For the NFL, the committee all but rolled over and begged for tickets to Washington Redskins games.

Selig is right when he says, "We are held to a higher standard and a different standard."

It is easy to pick on Selig and baseball. The NFL is so scarily good at mind-control public relations that it has turned the release of the regular-season schedule into a big event. Congress had no desire to irritate NFL commissioner Paul Tagliabue.

No current NFL players were asked to testify; a remarkable omission that said just how serious the committee was about this.

Tagliabue and yes-man union head Gene Upshaw had the congressmen eating out of their hands.

Rep. Christopher Shays, R-Conn., said he had "nothing but admiration" for Tagliabue, and that was the hard-hitting stuff.

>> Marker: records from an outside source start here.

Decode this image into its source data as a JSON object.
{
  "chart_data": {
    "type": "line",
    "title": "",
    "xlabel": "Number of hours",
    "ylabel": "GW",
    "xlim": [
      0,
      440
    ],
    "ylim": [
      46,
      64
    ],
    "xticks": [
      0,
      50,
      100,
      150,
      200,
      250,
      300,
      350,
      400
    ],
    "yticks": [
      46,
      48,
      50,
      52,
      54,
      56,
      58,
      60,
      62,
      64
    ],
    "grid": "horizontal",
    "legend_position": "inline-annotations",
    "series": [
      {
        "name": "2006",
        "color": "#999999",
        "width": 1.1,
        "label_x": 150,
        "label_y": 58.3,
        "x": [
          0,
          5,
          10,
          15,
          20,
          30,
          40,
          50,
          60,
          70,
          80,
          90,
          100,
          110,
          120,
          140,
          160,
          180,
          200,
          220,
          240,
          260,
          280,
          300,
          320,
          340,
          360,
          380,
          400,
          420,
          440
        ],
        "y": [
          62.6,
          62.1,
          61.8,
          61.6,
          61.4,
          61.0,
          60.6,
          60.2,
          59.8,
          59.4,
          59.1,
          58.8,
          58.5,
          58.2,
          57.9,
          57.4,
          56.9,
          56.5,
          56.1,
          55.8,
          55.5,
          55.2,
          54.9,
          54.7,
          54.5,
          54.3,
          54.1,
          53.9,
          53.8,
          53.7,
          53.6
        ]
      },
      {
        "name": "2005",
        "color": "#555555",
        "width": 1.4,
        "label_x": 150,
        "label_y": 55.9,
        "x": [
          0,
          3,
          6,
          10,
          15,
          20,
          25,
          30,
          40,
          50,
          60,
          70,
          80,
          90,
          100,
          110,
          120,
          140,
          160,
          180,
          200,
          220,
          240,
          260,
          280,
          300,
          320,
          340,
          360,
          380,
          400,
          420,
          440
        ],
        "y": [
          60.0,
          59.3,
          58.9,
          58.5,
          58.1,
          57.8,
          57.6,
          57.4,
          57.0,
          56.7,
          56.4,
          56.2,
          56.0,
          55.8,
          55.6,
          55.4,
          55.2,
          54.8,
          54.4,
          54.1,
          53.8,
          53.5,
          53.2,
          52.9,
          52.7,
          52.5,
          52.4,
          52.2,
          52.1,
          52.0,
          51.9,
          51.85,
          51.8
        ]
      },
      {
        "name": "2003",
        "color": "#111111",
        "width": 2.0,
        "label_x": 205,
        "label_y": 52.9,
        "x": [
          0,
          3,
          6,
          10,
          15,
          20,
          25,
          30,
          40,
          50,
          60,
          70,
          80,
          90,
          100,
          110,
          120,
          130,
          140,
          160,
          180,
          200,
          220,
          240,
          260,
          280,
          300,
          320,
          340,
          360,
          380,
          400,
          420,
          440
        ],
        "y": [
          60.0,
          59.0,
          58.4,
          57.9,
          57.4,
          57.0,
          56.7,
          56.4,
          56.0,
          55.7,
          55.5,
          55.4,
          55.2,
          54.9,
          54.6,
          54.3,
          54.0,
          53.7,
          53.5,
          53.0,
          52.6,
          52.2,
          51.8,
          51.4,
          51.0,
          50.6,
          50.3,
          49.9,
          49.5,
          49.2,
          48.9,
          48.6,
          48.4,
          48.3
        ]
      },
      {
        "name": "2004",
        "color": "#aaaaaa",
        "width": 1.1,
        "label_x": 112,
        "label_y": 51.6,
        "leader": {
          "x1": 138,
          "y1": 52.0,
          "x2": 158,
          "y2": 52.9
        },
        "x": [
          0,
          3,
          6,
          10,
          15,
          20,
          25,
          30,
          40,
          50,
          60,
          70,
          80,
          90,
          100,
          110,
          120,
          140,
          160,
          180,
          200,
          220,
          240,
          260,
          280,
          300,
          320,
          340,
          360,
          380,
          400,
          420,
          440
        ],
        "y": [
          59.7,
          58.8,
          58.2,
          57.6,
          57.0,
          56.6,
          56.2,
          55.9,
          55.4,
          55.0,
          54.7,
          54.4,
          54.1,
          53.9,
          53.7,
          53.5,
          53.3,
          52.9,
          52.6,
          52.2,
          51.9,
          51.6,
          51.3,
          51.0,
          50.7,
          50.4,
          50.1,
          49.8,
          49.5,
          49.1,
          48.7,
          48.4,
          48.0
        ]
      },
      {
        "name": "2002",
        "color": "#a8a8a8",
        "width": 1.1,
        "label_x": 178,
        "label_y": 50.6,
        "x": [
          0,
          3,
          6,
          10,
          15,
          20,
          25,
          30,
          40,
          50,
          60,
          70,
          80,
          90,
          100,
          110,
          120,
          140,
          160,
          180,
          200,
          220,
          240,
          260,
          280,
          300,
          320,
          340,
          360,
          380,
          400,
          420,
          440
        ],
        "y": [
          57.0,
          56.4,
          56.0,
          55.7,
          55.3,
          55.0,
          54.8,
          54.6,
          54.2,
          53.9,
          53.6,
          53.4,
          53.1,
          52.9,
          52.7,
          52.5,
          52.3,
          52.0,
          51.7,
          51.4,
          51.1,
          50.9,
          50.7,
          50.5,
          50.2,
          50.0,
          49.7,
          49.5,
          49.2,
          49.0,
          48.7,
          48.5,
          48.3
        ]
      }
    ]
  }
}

"I mean, I kind of love you guys," Shays said. "But I shouldn't. Because I still have problems [with the drug policy.]"

No kidding.

Do not readily accept, as Congress did, the Tagliabue spin that all is pure in the NFL.

Something strange is going on here. The circumstantial evidence is hard to overlook.

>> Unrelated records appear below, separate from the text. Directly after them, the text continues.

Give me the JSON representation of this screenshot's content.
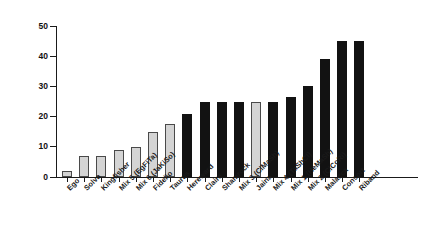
{
  "chart_data": {
    "type": "bar",
    "title": "",
    "xlabel": "",
    "ylabel": "Weed Cover (%)",
    "ylim": [
      0,
      50
    ],
    "yticks": [
      0,
      10,
      20,
      30,
      40,
      50
    ],
    "ytick_labels": [
      "0",
      "10",
      "20",
      "30",
      "40",
      "50"
    ],
    "grid": false,
    "legend": "none",
    "categories": [
      "Ego",
      "Solva",
      "Kingfisher",
      "Mix 5 (EgFiTa)",
      "Mix 6 (JaKiSo)",
      "Fidelio",
      "Taurus",
      "Hereward",
      "Claire",
      "Shamrock",
      "Mix 3 (ClMaSh)",
      "Jaina",
      "Mix 4 (TaShCl)",
      "Mix 1 (HeMaSh)",
      "Mix 2 (ClCoRi)",
      "Malacca",
      "Consort",
      "Riband"
    ],
    "values": [
      2,
      7,
      7,
      9,
      10,
      15,
      17.5,
      21,
      25,
      25,
      25,
      25,
      25,
      26.5,
      30,
      39,
      45,
      45
    ],
    "bar_styles": [
      "light",
      "light",
      "light",
      "light",
      "light",
      "light",
      "light",
      "dark",
      "dark",
      "dark",
      "dark",
      "light",
      "dark",
      "dark",
      "dark",
      "dark",
      "dark",
      "dark"
    ],
    "colors": {
      "light_fill": "#d4d4d4",
      "light_edge": "#4a4a4a",
      "dark_fill": "#121212",
      "axis": "#1a1a1a",
      "background": "#ffffff"
    }
  }
}
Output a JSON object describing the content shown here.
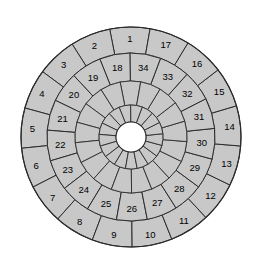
{
  "figure": {
    "name": "concentric-sector-wheel",
    "type": "diagram",
    "background_color": "#ffffff"
  },
  "style": {
    "fill": "#c8c8c8",
    "hub_fill": "#ffffff",
    "stroke": "#2b2b2b",
    "label_color": "#000000",
    "label_font_size": 9.5
  },
  "geometry": {
    "center_x": 131,
    "center_y": 137,
    "radius_outer": 110,
    "radius_mid": 84,
    "radius_inner": 56,
    "radius_core": 32,
    "radius_hub": 15,
    "sector_count_outer": 17,
    "sector_count_mid": 17,
    "sector_count_inner": 17,
    "sector_count_core": 17,
    "outer_start_angle_deg": 80.0,
    "mid_start_angle_deg": 90.6,
    "inner_start_angle_deg": 80.0,
    "core_start_angle_deg": 90.6
  },
  "rings": [
    {
      "name": "outer-ring",
      "index": 0,
      "labeled": true,
      "labels": [
        "1",
        "2",
        "3",
        "4",
        "5",
        "6",
        "7",
        "8",
        "9",
        "10",
        "11",
        "12",
        "13",
        "14",
        "15",
        "16",
        "17"
      ]
    },
    {
      "name": "middle-ring",
      "index": 1,
      "labeled": true,
      "labels": [
        "18",
        "19",
        "20",
        "21",
        "22",
        "23",
        "24",
        "25",
        "26",
        "27",
        "28",
        "29",
        "30",
        "31",
        "32",
        "33",
        "34"
      ]
    },
    {
      "name": "inner-ring",
      "index": 2,
      "labeled": false,
      "labels": []
    },
    {
      "name": "core-ring",
      "index": 3,
      "labeled": false,
      "labels": []
    }
  ],
  "chart_data": {
    "type": "pie",
    "title": "",
    "subtitle": "",
    "xlabel": "",
    "ylabel": "",
    "legend": "none",
    "grid": false,
    "rings": [
      {
        "name": "outer-ring",
        "slices": 17,
        "slice_angle_deg": 21.18,
        "labels": [
          "1",
          "2",
          "3",
          "4",
          "5",
          "6",
          "7",
          "8",
          "9",
          "10",
          "11",
          "12",
          "13",
          "14",
          "15",
          "16",
          "17"
        ],
        "values": [
          1,
          1,
          1,
          1,
          1,
          1,
          1,
          1,
          1,
          1,
          1,
          1,
          1,
          1,
          1,
          1,
          1
        ],
        "r_inner": 84,
        "r_outer": 110
      },
      {
        "name": "middle-ring",
        "slices": 17,
        "slice_angle_deg": 21.18,
        "labels": [
          "18",
          "19",
          "20",
          "21",
          "22",
          "23",
          "24",
          "25",
          "26",
          "27",
          "28",
          "29",
          "30",
          "31",
          "32",
          "33",
          "34"
        ],
        "values": [
          1,
          1,
          1,
          1,
          1,
          1,
          1,
          1,
          1,
          1,
          1,
          1,
          1,
          1,
          1,
          1,
          1
        ],
        "r_inner": 56,
        "r_outer": 84
      },
      {
        "name": "inner-ring",
        "slices": 17,
        "slice_angle_deg": 21.18,
        "labels": [],
        "values": [
          1,
          1,
          1,
          1,
          1,
          1,
          1,
          1,
          1,
          1,
          1,
          1,
          1,
          1,
          1,
          1,
          1
        ],
        "r_inner": 32,
        "r_outer": 56
      },
      {
        "name": "core-ring",
        "slices": 17,
        "slice_angle_deg": 21.18,
        "labels": [],
        "values": [
          1,
          1,
          1,
          1,
          1,
          1,
          1,
          1,
          1,
          1,
          1,
          1,
          1,
          1,
          1,
          1,
          1
        ],
        "r_inner": 15,
        "r_outer": 32
      }
    ]
  }
}
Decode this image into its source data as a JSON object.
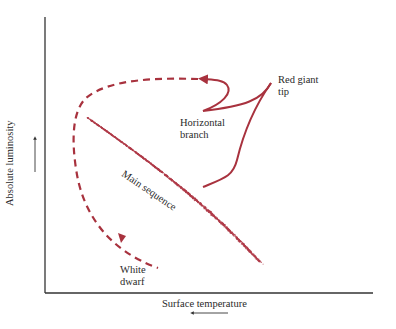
{
  "figure": {
    "type": "Hertzsprung-Russell evolutionary track diagram",
    "axes": {
      "y_label": "Absolute luminosity",
      "y_arrow_direction": "up",
      "x_label": "Surface temperature",
      "x_arrow_direction": "left"
    },
    "labels": {
      "red_giant_tip": [
        "Red giant",
        "tip"
      ],
      "horizontal_branch": [
        "Horizontal",
        "branch"
      ],
      "main_sequence": "Main sequence",
      "white_dwarf": [
        "White",
        "dwarf"
      ]
    },
    "colors": {
      "track": "#a8323e",
      "scatter": "#b03a48",
      "axis": "#333333",
      "text": "#2a2a2a"
    },
    "tracks": [
      {
        "name": "main-sequence-to-red-giant-tip",
        "style": "solid"
      },
      {
        "name": "red-giant-tip-to-horizontal-branch",
        "style": "solid"
      },
      {
        "name": "horizontal-branch-to-white-dwarf",
        "style": "dashed"
      }
    ]
  }
}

Current rosters for the 32 NFL teams list 435 players at 300 or more pounds. Green Bay tops the list with 20 players at 300-plus pounds. Only Indianapolis and the New York Jets are not in double figures for 300-pounders. The Cowboys are near the average with 14.

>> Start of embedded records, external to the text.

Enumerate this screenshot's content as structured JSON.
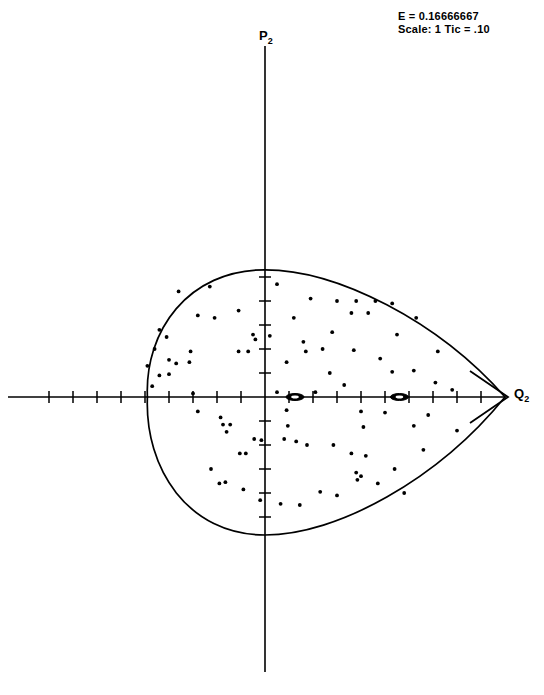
{
  "annotations": {
    "energy_line": "E = 0.16666667",
    "scale_line": "Scale: 1 Tic = .10"
  },
  "axes": {
    "y_label_text": "P",
    "y_label_sub": "2",
    "x_label_text": "Q",
    "x_label_sub": "2"
  },
  "chart_data": {
    "type": "scatter",
    "title": "",
    "subtitle": "",
    "xlabel": "Q2",
    "ylabel": "P2",
    "energy": 0.16666667,
    "tick_interval": 0.1,
    "scale_note": "1 Tic = .10",
    "grid": false,
    "legend": "none",
    "axis_style": "crossed-axes-at-origin",
    "x_arrowhead": true,
    "xlim": [
      -1.0,
      1.04
    ],
    "ylim": [
      -0.58,
      0.58
    ],
    "origin_px": [
      265,
      397
    ],
    "px_per_unit": 240,
    "x_ticks": [
      -0.9,
      -0.8,
      -0.7,
      -0.6,
      -0.5,
      -0.4,
      -0.3,
      -0.2,
      -0.1,
      0.1,
      0.2,
      0.3,
      0.4,
      0.5,
      0.6,
      0.7,
      0.8,
      0.9
    ],
    "y_ticks": [
      -0.5,
      -0.4,
      -0.3,
      -0.2,
      -0.1,
      0.1,
      0.2,
      0.3,
      0.4,
      0.5
    ],
    "separatrix": {
      "name": "energy-boundary-teardrop",
      "description": "Closed teardrop-shaped zero-velocity curve, symmetric about Q2 axis, cusp at right",
      "left_crossing": -0.49,
      "cusp": 1.0,
      "max_p": 0.53,
      "min_p": -0.575,
      "apex_q": 0.0
    },
    "fixed_points": [
      {
        "name": "island-center-1",
        "x": 0.125,
        "y": 0.0,
        "rx": 9,
        "ry": 3.5
      },
      {
        "name": "island-center-2",
        "x": 0.56,
        "y": 0.0,
        "rx": 9,
        "ry": 3.5
      }
    ],
    "points": [
      [
        -0.36,
        0.44
      ],
      [
        -0.23,
        0.46
      ],
      [
        0.05,
        0.47
      ],
      [
        0.3,
        0.4
      ],
      [
        0.38,
        0.4
      ],
      [
        0.46,
        0.4
      ],
      [
        0.53,
        0.39
      ],
      [
        0.19,
        0.41
      ],
      [
        -0.28,
        0.34
      ],
      [
        -0.21,
        0.33
      ],
      [
        -0.11,
        0.36
      ],
      [
        0.36,
        0.35
      ],
      [
        0.43,
        0.35
      ],
      [
        -0.44,
        0.28
      ],
      [
        -0.41,
        0.25
      ],
      [
        0.63,
        0.33
      ],
      [
        -0.05,
        0.26
      ],
      [
        -0.04,
        0.24
      ],
      [
        0.02,
        0.255
      ],
      [
        0.28,
        0.27
      ],
      [
        0.16,
        0.23
      ],
      [
        -0.31,
        0.19
      ],
      [
        -0.11,
        0.19
      ],
      [
        -0.07,
        0.19
      ],
      [
        0.17,
        0.19
      ],
      [
        0.24,
        0.2
      ],
      [
        0.37,
        0.195
      ],
      [
        -0.4,
        0.155
      ],
      [
        -0.37,
        0.14
      ],
      [
        -0.315,
        0.145
      ],
      [
        0.09,
        0.145
      ],
      [
        0.48,
        0.16
      ],
      [
        -0.44,
        0.09
      ],
      [
        -0.4,
        0.095
      ],
      [
        0.27,
        0.1
      ],
      [
        0.53,
        0.105
      ],
      [
        0.62,
        0.11
      ],
      [
        -0.47,
        0.045
      ],
      [
        0.33,
        0.05
      ],
      [
        0.71,
        0.06
      ],
      [
        0.78,
        0.03
      ],
      [
        -0.3,
        0.015
      ],
      [
        0.05,
        0.02
      ],
      [
        0.21,
        0.02
      ],
      [
        -0.28,
        -0.06
      ],
      [
        0.09,
        -0.055
      ],
      [
        0.4,
        -0.06
      ],
      [
        0.5,
        -0.065
      ],
      [
        0.68,
        -0.075
      ],
      [
        -0.185,
        -0.085
      ],
      [
        -0.175,
        -0.115
      ],
      [
        -0.145,
        -0.115
      ],
      [
        -0.16,
        -0.145
      ],
      [
        0.095,
        -0.12
      ],
      [
        0.41,
        -0.125
      ],
      [
        0.62,
        -0.12
      ],
      [
        -0.045,
        -0.175
      ],
      [
        -0.015,
        -0.18
      ],
      [
        0.08,
        -0.175
      ],
      [
        0.13,
        -0.185
      ],
      [
        0.175,
        -0.2
      ],
      [
        0.285,
        -0.2
      ],
      [
        -0.105,
        -0.235
      ],
      [
        -0.08,
        -0.235
      ],
      [
        0.36,
        -0.235
      ],
      [
        0.42,
        -0.245
      ],
      [
        -0.225,
        -0.3
      ],
      [
        0.54,
        -0.3
      ],
      [
        0.38,
        -0.315
      ],
      [
        0.385,
        -0.345
      ],
      [
        0.4,
        -0.33
      ],
      [
        -0.19,
        -0.36
      ],
      [
        -0.165,
        -0.355
      ],
      [
        0.47,
        -0.36
      ],
      [
        -0.09,
        -0.385
      ],
      [
        0.23,
        -0.395
      ],
      [
        0.3,
        -0.41
      ],
      [
        0.58,
        -0.4
      ],
      [
        -0.02,
        -0.43
      ],
      [
        0.065,
        -0.445
      ],
      [
        0.145,
        -0.45
      ],
      [
        -0.46,
        0.2
      ],
      [
        0.72,
        0.19
      ],
      [
        0.8,
        -0.14
      ],
      [
        0.66,
        -0.22
      ],
      [
        0.55,
        0.26
      ],
      [
        0.12,
        0.33
      ],
      [
        -0.49,
        0.13
      ]
    ]
  }
}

When the 28 NFL teams went to camp in 1990, there were only 65 players at 300 or more pounds.

So many players do not get that much bigger in a small time by gorging on double-meat cheeseburgers, as Tagliabue suggested. It is not natural.

Steve Courson understands that.

Courson was an offensive lineman for eight seasons with Pittsburgh and Tampa Bay. He is also an admitted steroid user who has had heart problems since retiring after the 1985 season.

Courson was the only player, present or past, who made it to the hearing. The staggering increase in big players cannot be overlooked, he said.

"I don't believe for a second that every player is a product of modern chemistry," Courson told the committee. "But the NFL is a business that values bigger, stronger, faster."

In that environment, players will find ways to beat the system.

According to 60 Minutes, three members of the Carolina Panthers obtained prescriptions for steroids from a South Carolina doctor shortly before playing in Super Bowl XXXVIII.

If that can happen before the most important game of the season, how many other holes are there in Taglibue's vaunted testing program?

The NFL does have tougher penalties than baseball for violating the drug policy, which is why Selig in his clumsy way asked the players union to again reopen talks on baseball's punishment scale. The NFL's list of prohibited substances includes ephedra, a ban on which was recently lifted by a federal court.

It keeps coming back to the same question. If the NFL is free of performance-enhancing drugs, why are 300-pounders so commonplace?

Taglibue invoked the innovative obesity approach.

Steroid users are lean and sculpted, Tagliabue told Congress. "Our players are exhibiting none of those characteristics," Tagliabue said. "They have high body fat. They tend to be the antithesis of the sculpted, lean athlete."

Nate Newton was ahead of his time.

Steroid users may have lean and sculpted bodies, but that does not hold for users of Human Growth Hormone. It makes big players massive.

Testosterone is a base chemical for steroids. A player must have about six times the normal level of testosterone before being in violation of the NFL policy.

No one has proven that substances such as steroids help baseball players. The opposite is true in the NFL, where a game can hinge on whether your 340-pounder can push around the other guy's 350-pounder. No matter what the NFL spin controllers say, where there is an incentive, there is a way.

Gerry Fraley is a sports columnist for The Dallas Morning News.